Plotinus was born around 204 CE — probably in Lycopolis in Egypt, though he was Roman in culture and wrote entirely in Greek. Almost everything we know about his life comes from the biography written by his student Porphyry, which serves as the introduction to the Enneads. According to Porphyry, Plotinus was deeply embarrassed by the fact of having a body — he refused to tell anyone where he was born or who his parents were, would not celebrate his birthday, and declined to be painted or sculpted, saying that it was enough to carry the image that nature had put on him without agreeing to leave a longer-lasting image of an image.
He came to philosophy late — at twenty-eight, in Alexandria, when he encountered the philosopher Ammonius Saccas and immediately recognised him as the teacher he had been searching for. He studied with Ammonius for eleven years without leaving. He then joined the military expedition of the Emperor Gordian III against Persia — hoping to study Persian and Indian philosophy at their sources — but the expedition ended disastrously with Gordian's murder. Plotinus made his way to Rome, where he established his school around 244 CE.
In Rome, Plotinus attracted an extraordinary circle of students — senators, physicians, poets and the Emperor Gallienus himself, who reportedly considered granting Plotinus a ruined city in Campania to establish a philosophical community called Platonopolis. The project never materialised. Plotinus taught through discussion rather than formal lecture — Porphyry describes a seminar in which texts were read and Plotinus questioned and explored them with the group, rather than delivering polished lectures.
He began writing only in his fiftieth year. The fifty-four treatises that constitute the Enneads were written over the last sixteen years of his life, edited and arranged by Porphyry after his death. Porphyry reports that Plotinus experienced mystical union — the complete absorption of the individual soul into the One — four times during the years they were together. Plotinus died in 270 CE, reportedly saying: "Try to bring back the god in you to the divine in the All."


-- YOUR TASK --
Only the number is wanted: how many lines of the data contain "vector"?

*** Block opens ***

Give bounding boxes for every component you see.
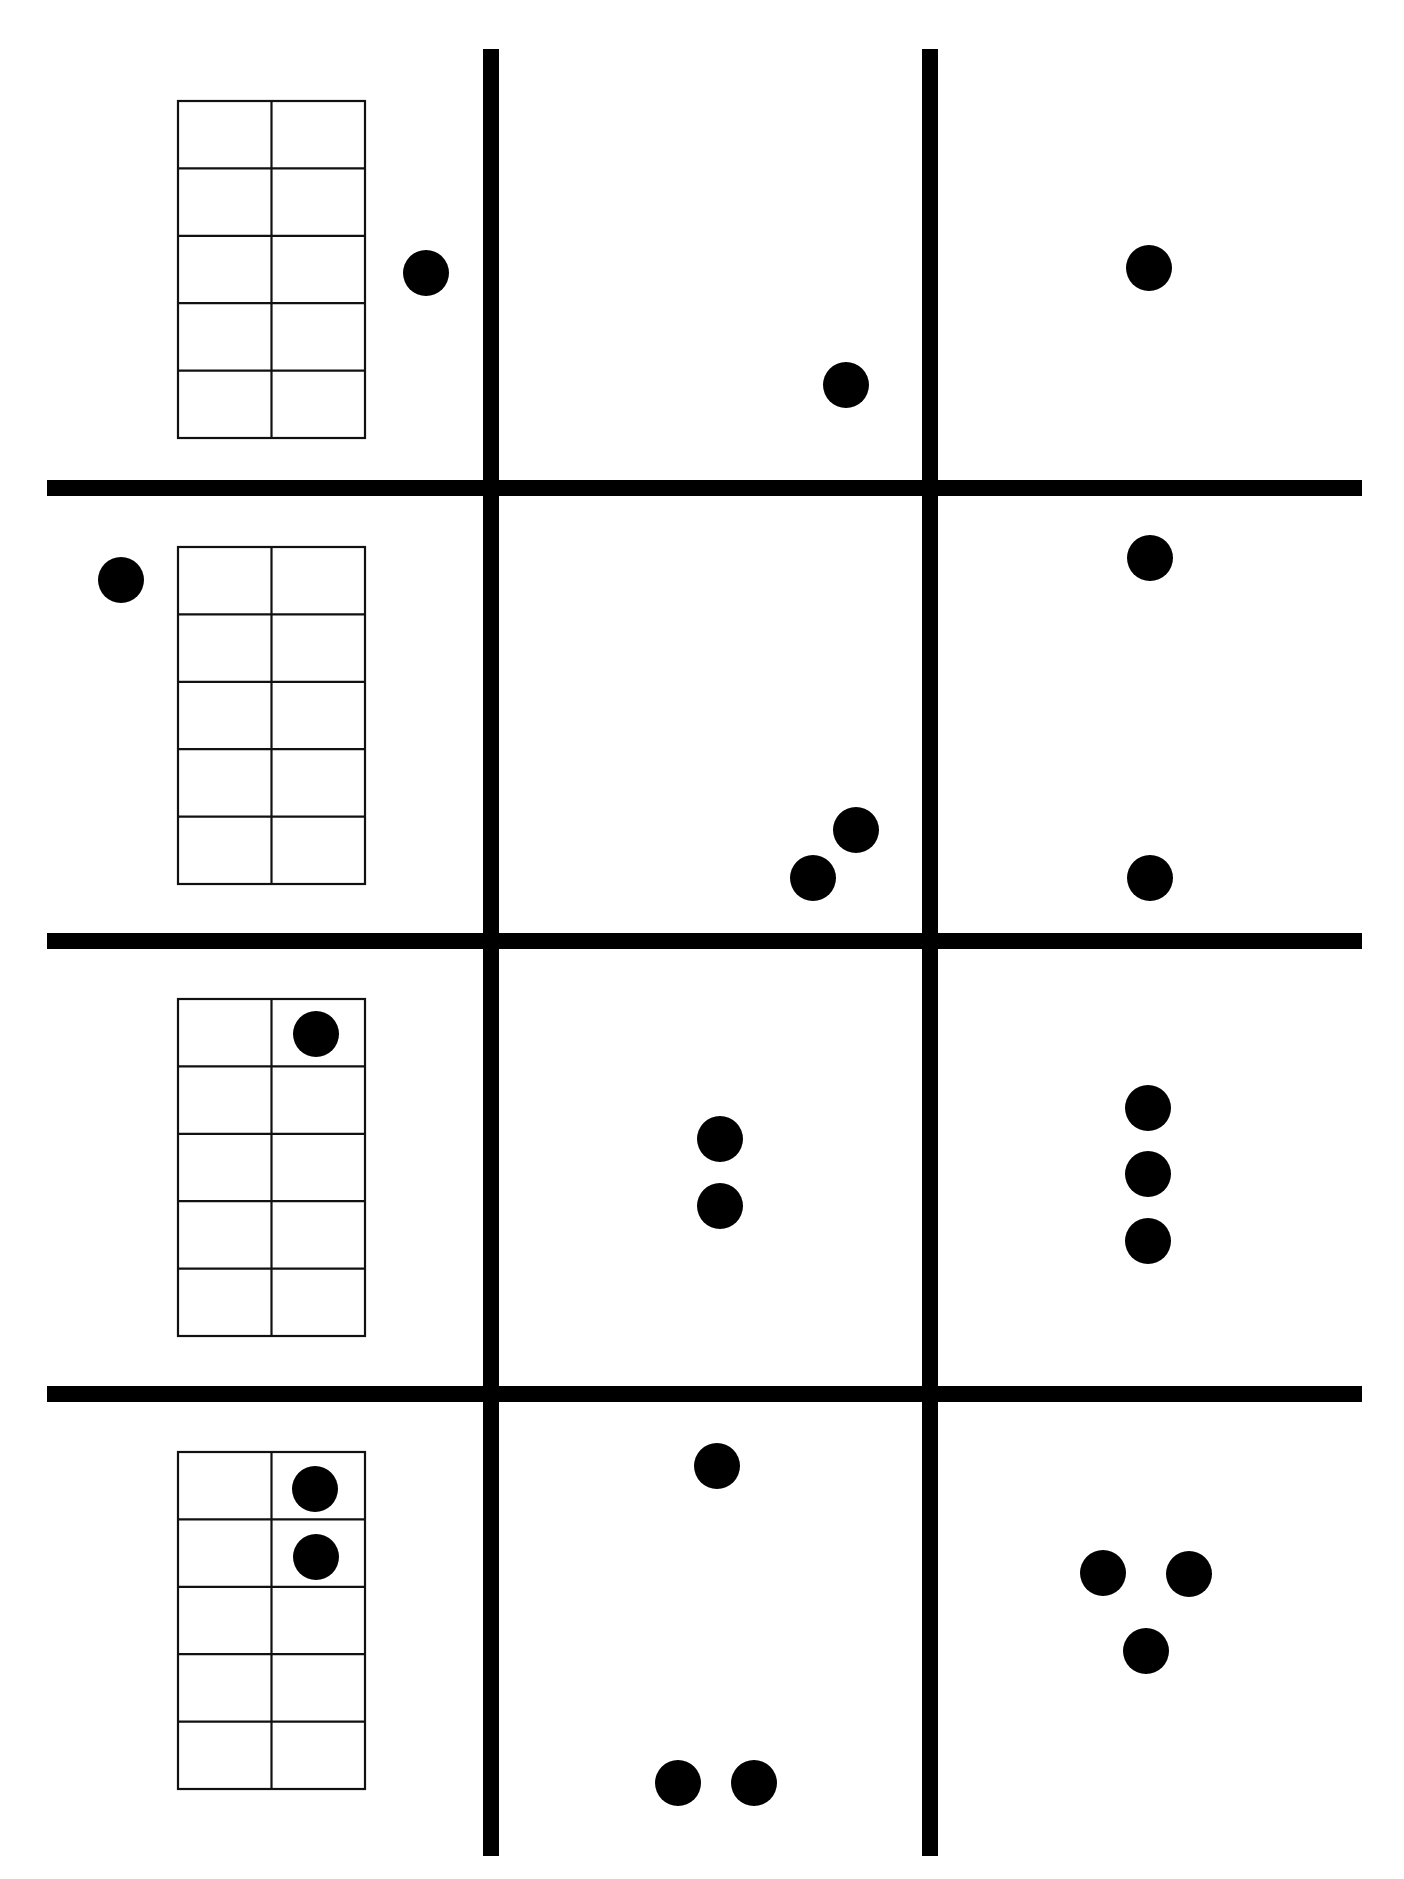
counter-dot — [823, 362, 869, 408]
counter-dot — [292, 1466, 338, 1512]
counter-dot — [833, 807, 879, 853]
worksheet: Ten-frame and dot-pattern matching grid — [0, 0, 1404, 1879]
grid-cells — [47, 49, 1362, 1856]
counter-dot — [790, 855, 836, 901]
counter-dot — [1127, 855, 1173, 901]
counter-dot — [1166, 1551, 1212, 1597]
grid-cell-r2-c1 — [47, 488, 491, 941]
counter-dot — [1123, 1628, 1169, 1674]
counter-dot — [293, 1534, 339, 1580]
counter-dot — [697, 1183, 743, 1229]
counter-dot — [293, 1011, 339, 1057]
counter-dot — [403, 250, 449, 296]
counter-dot — [697, 1116, 743, 1162]
grid-cell-r2-c2 — [491, 488, 930, 941]
counter-dot — [98, 557, 144, 603]
grid-canvas — [0, 0, 1404, 1879]
grid-cell-r4-c1 — [47, 1394, 491, 1856]
counter-dot — [731, 1760, 777, 1806]
counter-dot — [1125, 1218, 1171, 1264]
counter-dot — [694, 1443, 740, 1489]
grid-cell-r3-c2 — [491, 941, 930, 1394]
counter-dot — [1125, 1085, 1171, 1131]
counter-dot — [1126, 245, 1172, 291]
grid-cell-r4-c3 — [930, 1394, 1362, 1856]
counter-dot — [1125, 1151, 1171, 1197]
counter-dot — [1080, 1550, 1126, 1596]
counter-dot — [655, 1760, 701, 1806]
grid-cell-r1-c2 — [491, 49, 930, 488]
counter-dot — [1127, 535, 1173, 581]
grid-cell-r3-c1 — [47, 941, 491, 1394]
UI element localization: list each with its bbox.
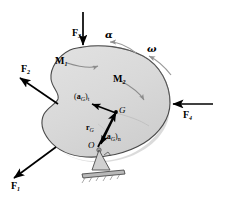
vector-label-aGn: (aG)n: [104, 133, 121, 141]
point-label-O: O: [88, 141, 95, 150]
force-label-F2: F2: [21, 64, 30, 74]
center-of-mass-marker: [114, 110, 118, 114]
force-label-F4: F4: [183, 110, 192, 120]
point-label-G: G: [119, 106, 126, 115]
figure-canvas: F3 F4 F2 F1 M1 M2 α ω G O (aG)t (aG)n rG: [0, 0, 226, 200]
vector-label-aGt: (aG)t: [74, 93, 89, 101]
angular-acceleration-label: α: [105, 30, 113, 40]
diagram-svg: [0, 0, 226, 200]
moment-label-M2: M2: [113, 74, 125, 84]
force-arrow-F1: [14, 147, 56, 178]
force-label-F1: F1: [11, 181, 20, 191]
angular-velocity-label: ω: [147, 44, 157, 54]
moment-label-M1: M1: [55, 56, 67, 66]
vector-label-rG: rG: [86, 124, 94, 132]
force-label-F3: F3: [72, 28, 81, 38]
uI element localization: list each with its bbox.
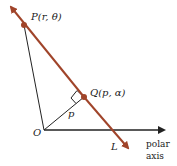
label-axis: axis <box>146 151 164 161</box>
point-p <box>21 22 27 28</box>
polar-line-diagram: P(r, θ) Q(p, α) O p L polar axis <box>0 0 177 166</box>
label-polar: polar <box>146 139 170 149</box>
segment-op <box>24 25 44 130</box>
label-line-l: L <box>110 141 118 152</box>
label-q: Q(p, α) <box>90 87 126 98</box>
label-p: P(r, θ) <box>30 11 62 22</box>
label-segment-p: p <box>68 108 75 119</box>
label-o: O <box>33 127 41 138</box>
point-q <box>81 94 87 100</box>
segment-oq <box>44 97 84 130</box>
line-l-lower <box>84 97 128 148</box>
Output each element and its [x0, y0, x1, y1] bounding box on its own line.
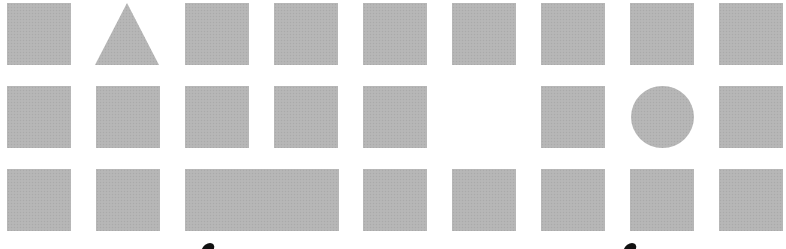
square-shape — [274, 86, 338, 148]
triangle-shape — [95, 3, 159, 65]
square-shape — [185, 3, 249, 65]
circle-shape — [631, 86, 694, 148]
partial-glyph — [202, 243, 216, 249]
square-shape — [541, 3, 605, 65]
square-shape — [185, 86, 249, 148]
square-shape — [363, 86, 427, 148]
square-shape — [719, 169, 783, 231]
square-shape — [7, 86, 71, 148]
square-shape — [274, 3, 338, 65]
square-shape — [7, 169, 71, 231]
square-shape — [363, 3, 427, 65]
square-shape — [96, 169, 160, 231]
square-shape — [630, 169, 694, 231]
square-shape — [363, 169, 427, 231]
square-shape — [7, 3, 71, 65]
square-shape — [541, 86, 605, 148]
square-shape — [630, 3, 694, 65]
square-shape — [719, 3, 783, 65]
wide-rectangle-shape — [185, 169, 339, 231]
square-shape — [452, 3, 516, 65]
square-shape — [96, 86, 160, 148]
square-shape — [719, 86, 783, 148]
square-shape — [452, 169, 516, 231]
partial-glyph — [624, 243, 638, 249]
square-shape — [541, 169, 605, 231]
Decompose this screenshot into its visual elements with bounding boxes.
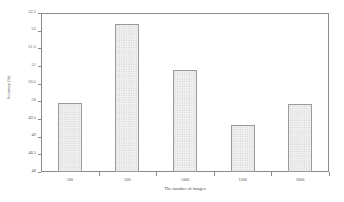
- y-axis-tick-mark: [38, 66, 41, 67]
- x-axis-title: The number of images: [41, 186, 329, 191]
- y-axis-tick-label: 48.5: [28, 150, 36, 155]
- x-axis-tick-label: 1500: [238, 177, 246, 182]
- x-axis: The number of images 100500100015002000: [41, 172, 329, 202]
- y-axis-tick-mark: [38, 84, 41, 85]
- y-axis-tick-label: 51: [32, 62, 36, 67]
- bar: [288, 104, 312, 172]
- y-axis-tick-label: 50: [32, 97, 36, 102]
- y-axis-tick-label: 49: [32, 132, 36, 137]
- y-axis-tick-mark: [38, 48, 41, 49]
- bar: [58, 103, 82, 172]
- y-axis-tick-mark: [38, 31, 41, 32]
- x-axis-tick-mark: [99, 172, 100, 176]
- bar: [115, 24, 139, 172]
- y-axis-tick-mark: [38, 13, 41, 14]
- y-axis-tick-label: 52: [32, 26, 36, 31]
- y-axis-tick-label: 52.5: [28, 9, 36, 14]
- bar-chart-figure: Accuracy (%) 4848.54949.55050.55151.5525…: [0, 0, 344, 202]
- y-axis-tick-label: 51.5: [28, 44, 36, 49]
- y-axis-tick-mark: [38, 154, 41, 155]
- x-axis-tick-mark: [271, 172, 272, 176]
- x-axis-tick-mark: [156, 172, 157, 176]
- x-axis-tick-label: 1000: [181, 177, 189, 182]
- y-axis-tick-label: 50.5: [28, 79, 36, 84]
- bar: [231, 125, 255, 172]
- x-axis-tick-label: 100: [67, 177, 73, 182]
- y-axis-tick-mark: [38, 137, 41, 138]
- y-axis-tick-mark: [38, 101, 41, 102]
- y-axis-tick-mark: [38, 119, 41, 120]
- x-axis-tick-mark: [329, 172, 330, 176]
- y-axis-tick-label: 48: [32, 168, 36, 173]
- x-axis-tick-label: 2000: [296, 177, 304, 182]
- bar: [173, 70, 197, 172]
- y-axis-title: Accuracy (%): [6, 58, 11, 118]
- y-axis-tick-label: 49.5: [28, 115, 36, 120]
- x-axis-tick-label: 500: [124, 177, 130, 182]
- x-axis-tick-mark: [214, 172, 215, 176]
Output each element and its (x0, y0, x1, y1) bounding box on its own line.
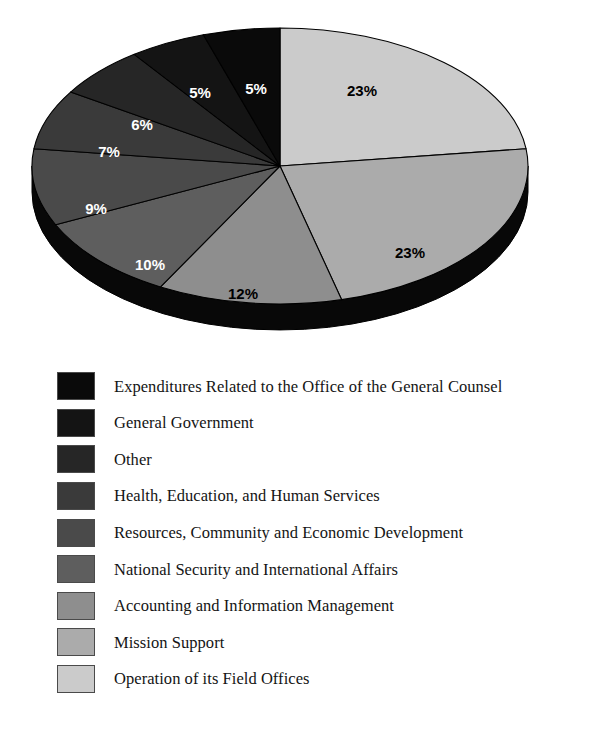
pie-slice-percent-label: 7% (98, 143, 120, 160)
pie-slice-percent-label: 12% (228, 285, 258, 302)
pie-slice-percent-label: 5% (245, 80, 267, 97)
pie-slice-percent-label: 23% (395, 244, 425, 261)
legend-item[interactable]: Other (57, 441, 602, 478)
legend-item-label: Accounting and Information Management (114, 597, 394, 614)
legend-item-label: Expenditures Related to the Office of th… (114, 378, 502, 395)
pie-chart-area: 23%23%12%10%9%7%6%5%5% (0, 14, 607, 334)
legend-item-label: National Security and International Affa… (114, 561, 398, 578)
legend-color-swatch (57, 592, 95, 620)
pie-slice-percent-label: 10% (135, 256, 165, 273)
pie-slice[interactable] (280, 28, 526, 166)
legend-item[interactable]: National Security and International Affa… (57, 551, 602, 588)
legend-item-label: Operation of its Field Offices (114, 670, 310, 687)
legend-color-swatch (57, 628, 95, 656)
pie-slice-percent-label: 9% (85, 200, 107, 217)
pie-chart-figure: ·· 23%23%12%10%9%7%6%5%5% Expenditures R… (0, 0, 607, 731)
legend-item[interactable]: Operation of its Field Offices (57, 661, 602, 698)
legend-color-swatch (57, 555, 95, 583)
cropped-title-remnant: ·· (0, 0, 607, 6)
pie-slice-group (32, 28, 528, 304)
legend-color-swatch (57, 409, 95, 437)
legend-item[interactable]: Mission Support (57, 624, 602, 661)
legend-item-label: Other (114, 451, 152, 468)
legend-color-swatch (57, 445, 95, 473)
legend-color-swatch (57, 482, 95, 510)
legend-item[interactable]: Expenditures Related to the Office of th… (57, 368, 602, 405)
chart-legend: Expenditures Related to the Office of th… (57, 368, 602, 697)
legend-item[interactable]: Health, Education, and Human Services (57, 478, 602, 515)
legend-item-label: General Government (114, 414, 254, 431)
legend-item-label: Resources, Community and Economic Develo… (114, 524, 463, 541)
legend-item[interactable]: Accounting and Information Management (57, 588, 602, 625)
legend-item[interactable]: General Government (57, 405, 602, 442)
legend-item-label: Health, Education, and Human Services (114, 487, 380, 504)
pie-slice-percent-label: 23% (347, 82, 377, 99)
pie-slice-percent-label: 6% (131, 116, 153, 133)
legend-color-swatch (57, 372, 95, 400)
legend-color-swatch (57, 519, 95, 547)
legend-item-label: Mission Support (114, 634, 224, 651)
legend-color-swatch (57, 665, 95, 693)
pie-chart-svg: 23%23%12%10%9%7%6%5%5% (0, 14, 607, 334)
legend-item[interactable]: Resources, Community and Economic Develo… (57, 514, 602, 551)
pie-slice-percent-label: 5% (189, 84, 211, 101)
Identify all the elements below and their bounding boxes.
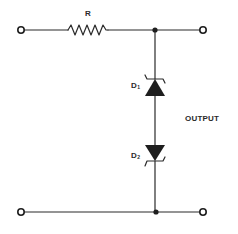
input-terminal-top <box>18 27 24 33</box>
top-junction-dot <box>152 27 157 32</box>
output-terminal-top <box>200 27 206 33</box>
d2-label: D2 <box>131 152 140 160</box>
d2-label-letter: D <box>131 151 137 160</box>
resistor-label: R <box>85 10 91 18</box>
d1-label-subscript: 1 <box>137 84 140 90</box>
d2-label-subscript: 2 <box>137 154 140 160</box>
d1-label: D1 <box>131 82 140 90</box>
output-label: OUTPUT <box>185 115 219 123</box>
d2-diode-body <box>145 145 165 161</box>
input-terminal-bottom <box>18 209 24 215</box>
bottom-junction-dot <box>153 209 158 214</box>
output-terminal-bottom <box>200 209 206 215</box>
d1-label-letter: D <box>131 81 137 90</box>
resistor-r <box>68 25 108 35</box>
d1-diode-body <box>145 79 165 96</box>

*** Block closes ***

-- SOLUTION --
3